Bjørn Samset of the University of Oslo and his colleagues used four climate models, which cover a range of climate sensitivities, to see what would happen to the global average temperature if the short-lived greenhouse gases (methane, nitrous oxide etc) were kept at their current level, but CO2 emissions ceased once they have reached a level of 420 parts per million (ppm). (This is 15 ppm above the current level of 405 ppm, or just another five years of emissions at the current rate.)
The result was average warming of 1.35°C over the four models, above a late 19th century baseline. (It has been demonstrated that global average temperatures increase while CO2 is increasing, and then remain approximately constant until the end of the millennium despite zero further emissions.)
You know, when I was a kid, I kind of had this thought that maybe nobody was doing anything because there was nothing to be done.
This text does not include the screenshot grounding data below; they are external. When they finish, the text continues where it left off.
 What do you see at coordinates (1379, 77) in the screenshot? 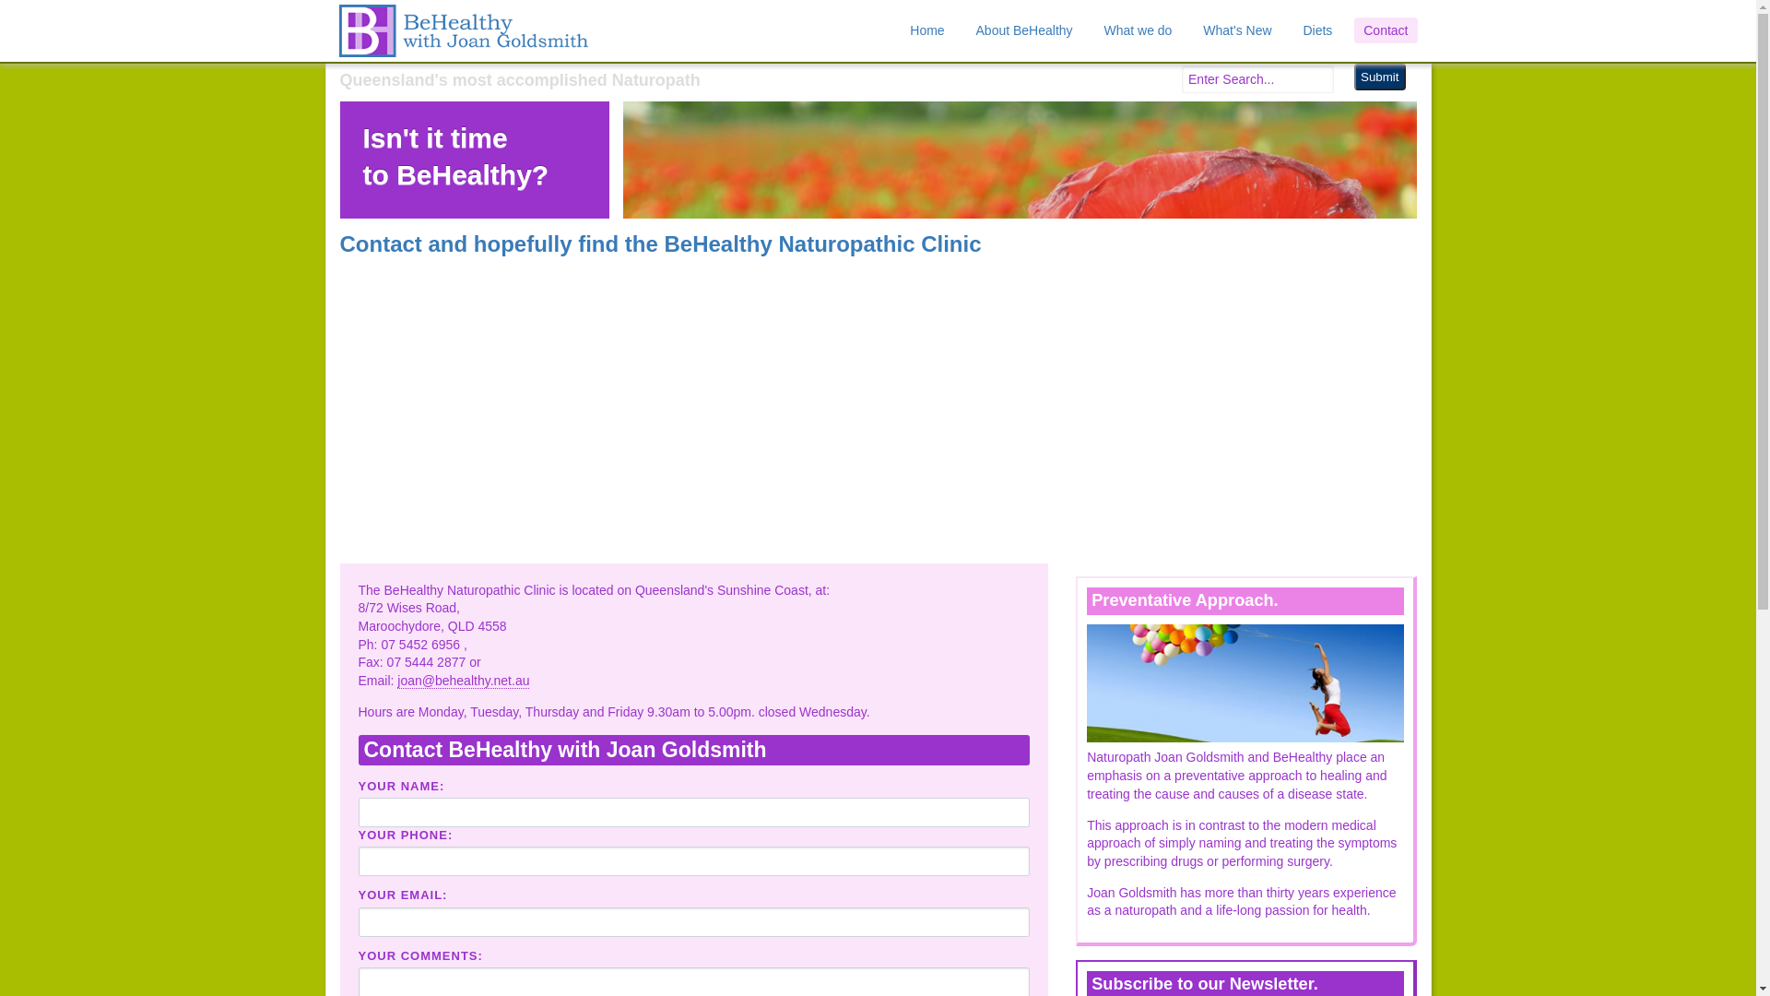
I see `Submit` at bounding box center [1379, 77].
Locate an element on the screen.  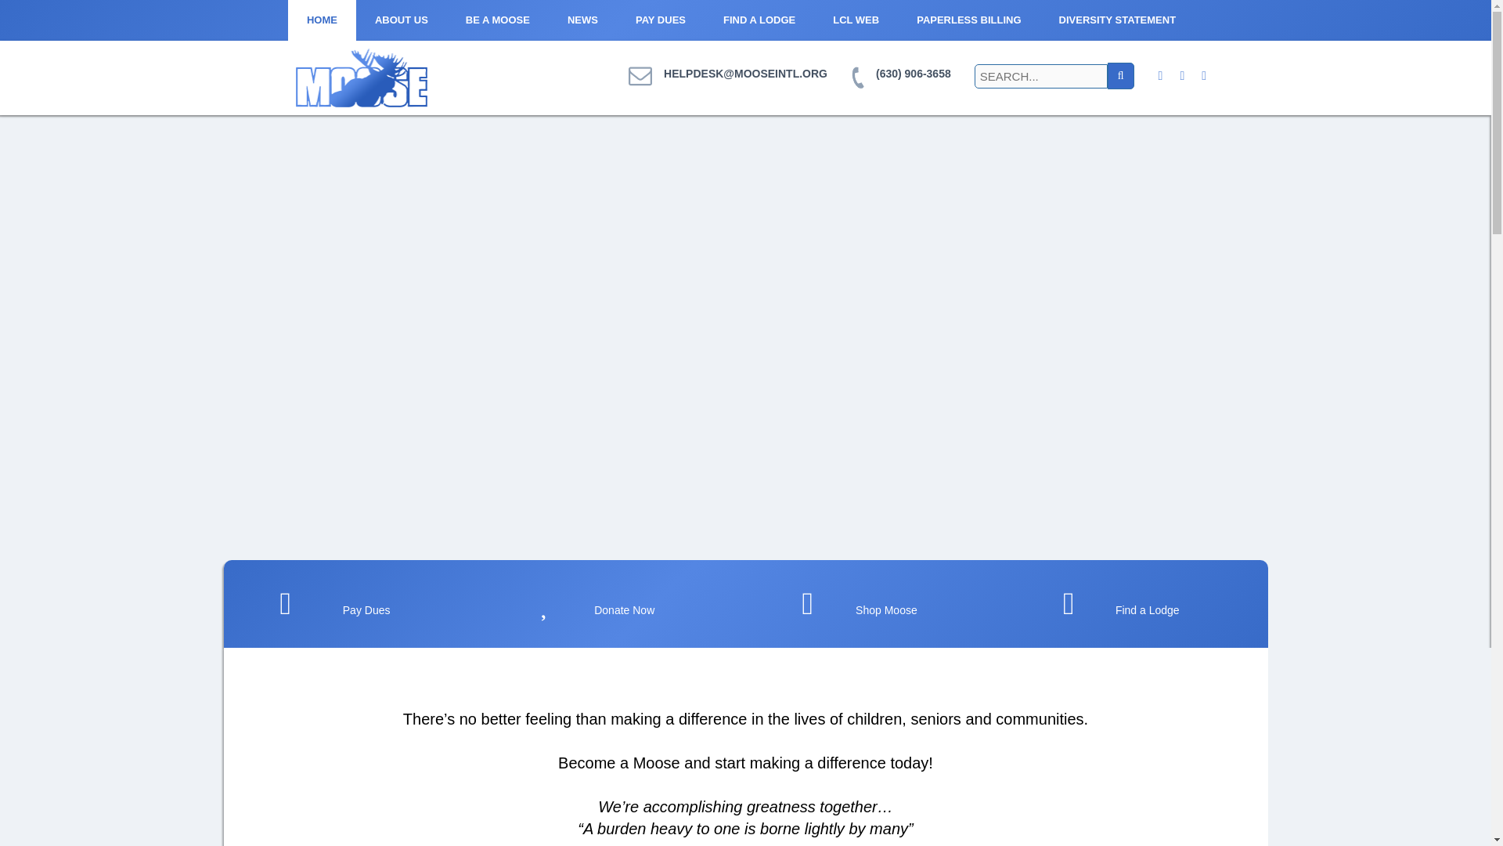
HOME is located at coordinates (323, 20).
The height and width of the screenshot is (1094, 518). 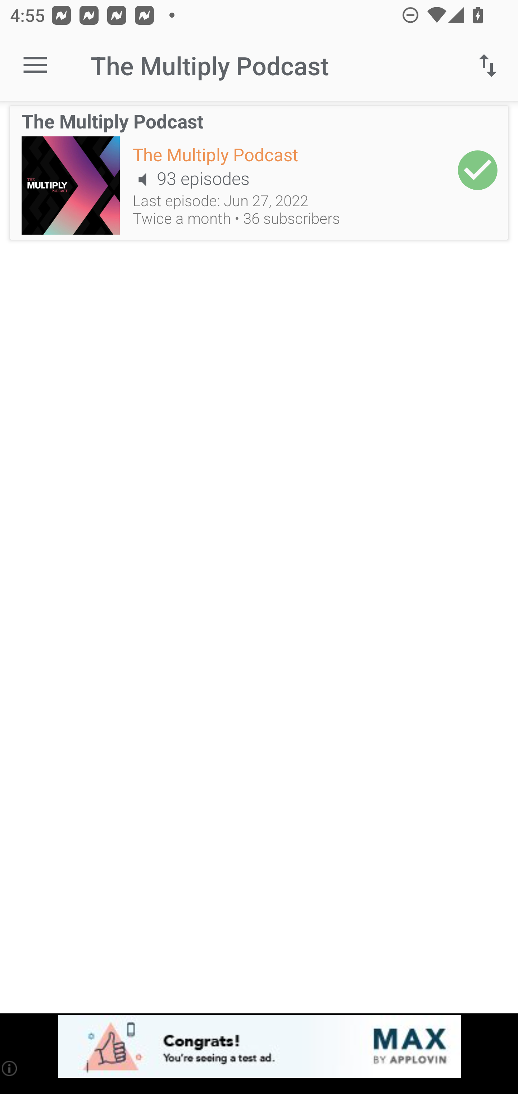 I want to click on Add, so click(x=478, y=170).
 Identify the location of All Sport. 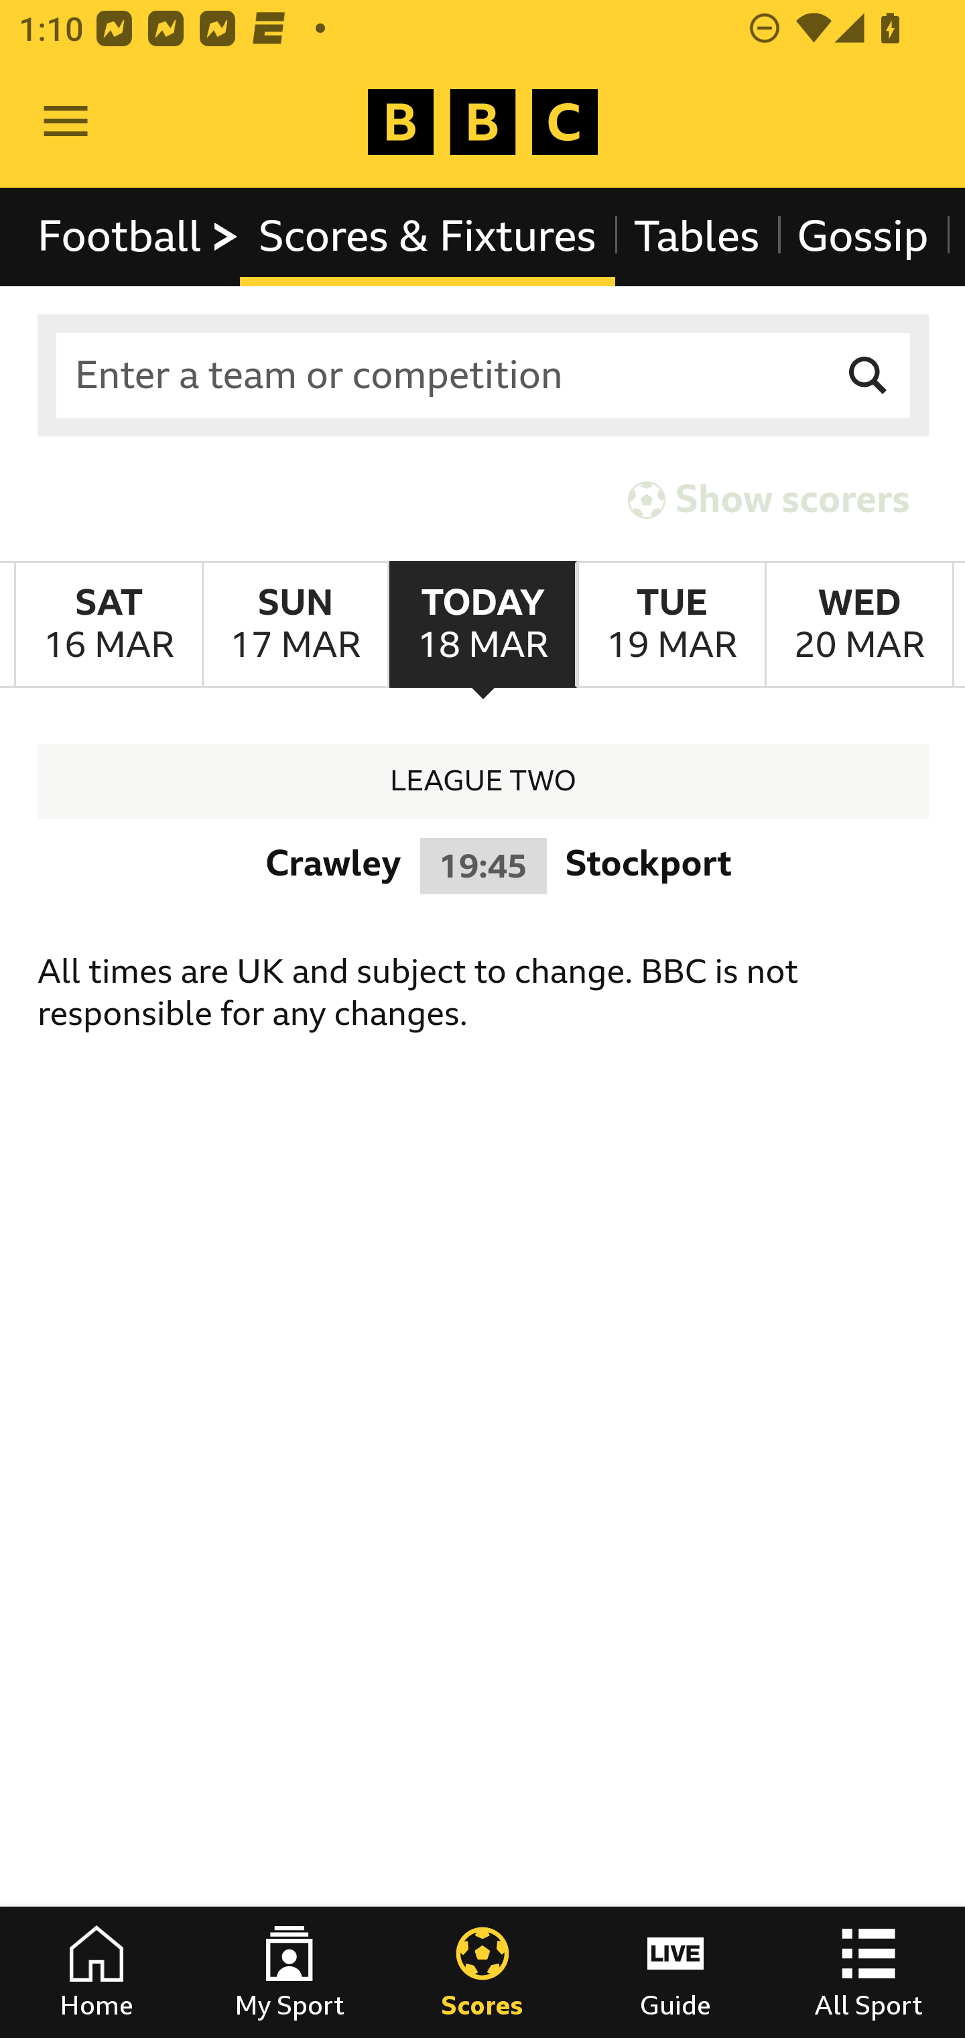
(869, 1973).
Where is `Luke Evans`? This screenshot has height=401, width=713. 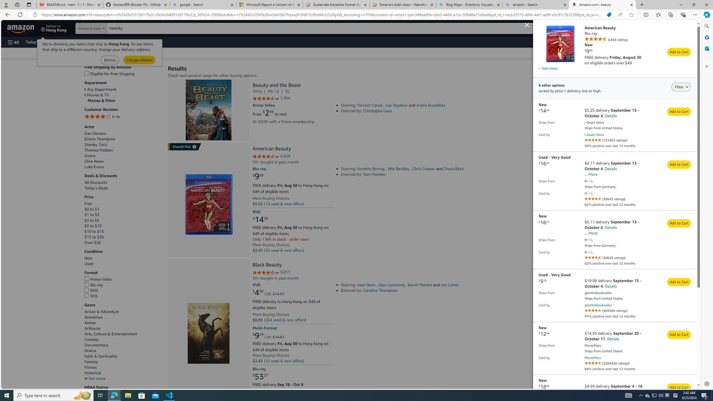
Luke Evans is located at coordinates (94, 167).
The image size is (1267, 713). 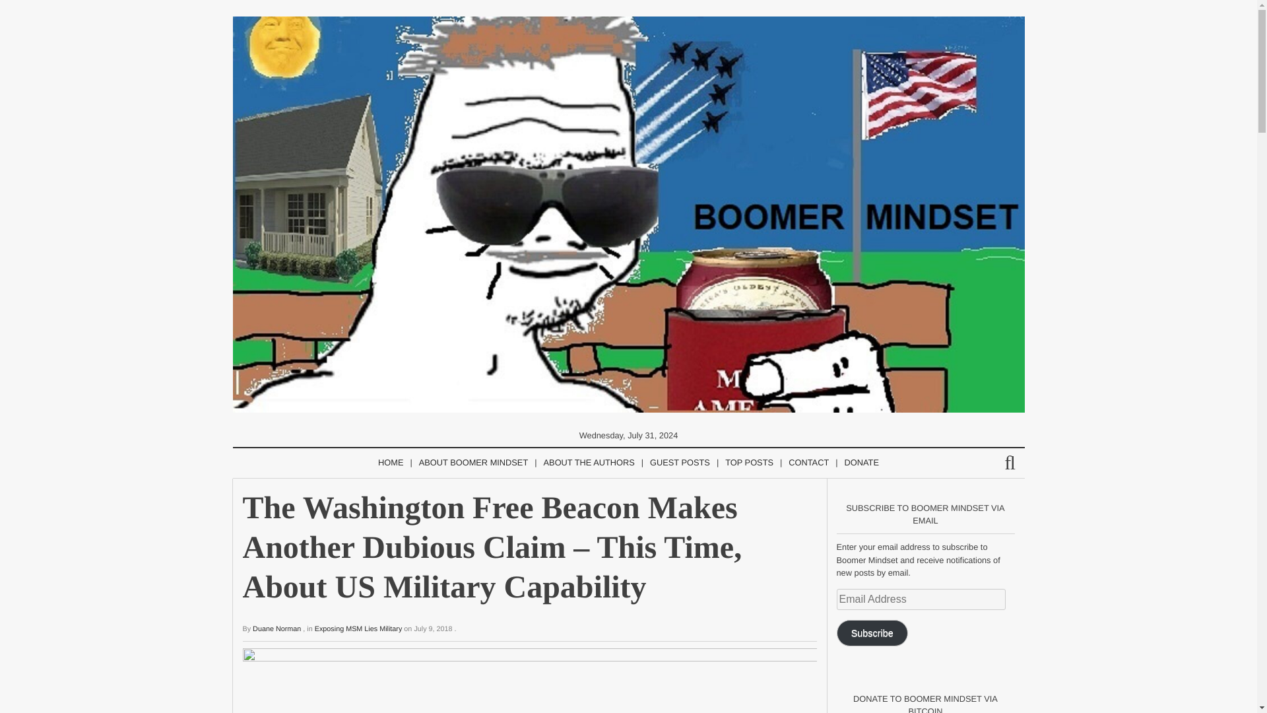 What do you see at coordinates (390, 629) in the screenshot?
I see `Military` at bounding box center [390, 629].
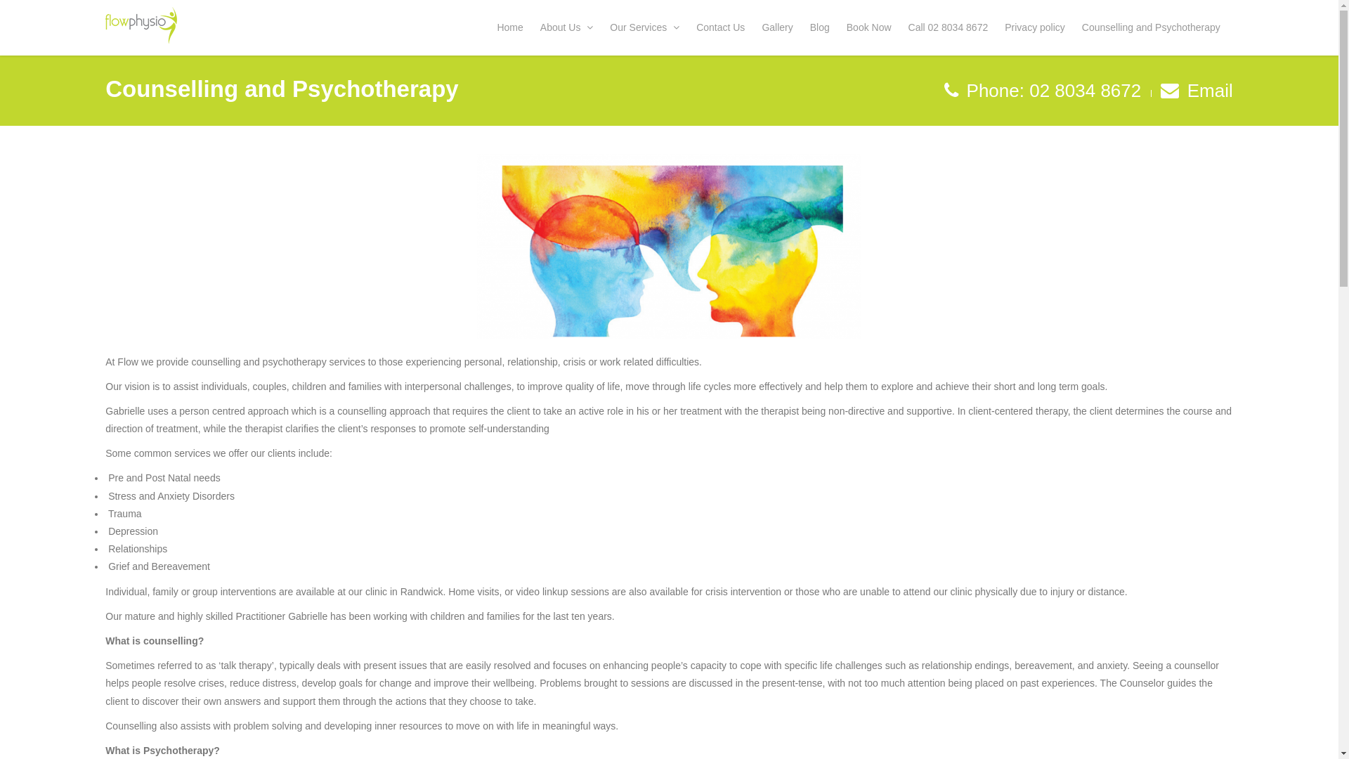 This screenshot has width=1349, height=759. I want to click on Counselling and Psychotherapy, so click(1155, 31).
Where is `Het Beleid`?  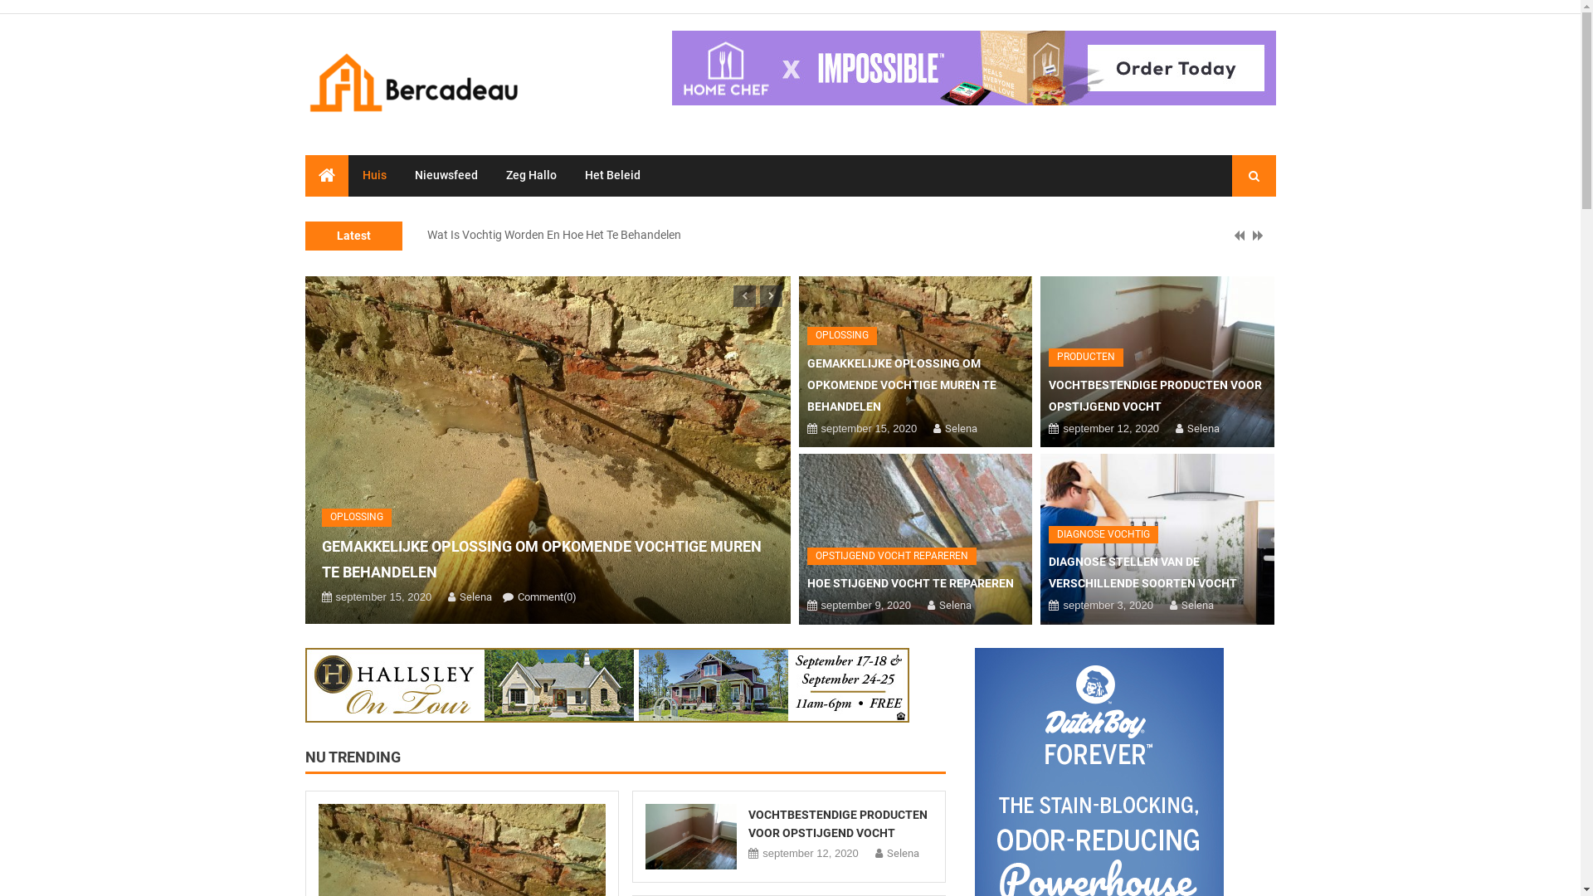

I was wrong on that, and it would still be unequivocally better the sooner we do this. But I wasn’t entirely wrong, and here we are. If we stopped yesterday, this shit would last into the next millennium!?
If nothing else, at least it made me very conscious of enjoying everything I had.
You know, when I was a kid, I kind of had this thought that maybe nobody was doing anything because there was nothing to be done. I was wrong on that, and it would still be unequivocally better the sooner we do this. But I wasn’t entirely wrong, and here we are. If we stopped yesterday, this shit would last into the next millennium!?
If nothing else, at least it made me very conscious of enjoying everything I had.